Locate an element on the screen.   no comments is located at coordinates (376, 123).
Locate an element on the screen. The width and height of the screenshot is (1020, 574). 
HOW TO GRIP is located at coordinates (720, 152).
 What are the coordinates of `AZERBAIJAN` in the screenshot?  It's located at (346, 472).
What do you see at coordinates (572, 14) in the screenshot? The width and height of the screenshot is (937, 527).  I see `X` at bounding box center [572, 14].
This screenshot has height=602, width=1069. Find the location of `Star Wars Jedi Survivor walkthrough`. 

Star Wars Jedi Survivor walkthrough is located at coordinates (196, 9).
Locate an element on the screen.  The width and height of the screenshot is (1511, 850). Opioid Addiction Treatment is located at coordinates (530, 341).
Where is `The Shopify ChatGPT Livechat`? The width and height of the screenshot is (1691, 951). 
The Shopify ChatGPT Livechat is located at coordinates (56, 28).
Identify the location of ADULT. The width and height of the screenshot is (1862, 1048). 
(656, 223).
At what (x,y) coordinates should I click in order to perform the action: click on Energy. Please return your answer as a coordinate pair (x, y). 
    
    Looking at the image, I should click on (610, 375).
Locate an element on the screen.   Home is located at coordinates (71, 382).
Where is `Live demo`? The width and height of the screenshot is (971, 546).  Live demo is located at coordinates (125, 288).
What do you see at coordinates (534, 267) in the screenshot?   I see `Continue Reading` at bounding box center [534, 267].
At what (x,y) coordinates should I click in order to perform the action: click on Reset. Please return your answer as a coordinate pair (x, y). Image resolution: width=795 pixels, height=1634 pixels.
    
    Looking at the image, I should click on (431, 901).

Activity >> Copy the lines of the data above exactly as written, beginning with the line containing "Locate an element on the screen. The" and ending with the line containing "What are the", and leave out all other lines.

Reply >>
Locate an element on the screen. The width and height of the screenshot is (1020, 574). 
HOW TO GRIP is located at coordinates (720, 152).
 What are the coordinates of `AZERBAIJAN` in the screenshot?  It's located at (346, 472).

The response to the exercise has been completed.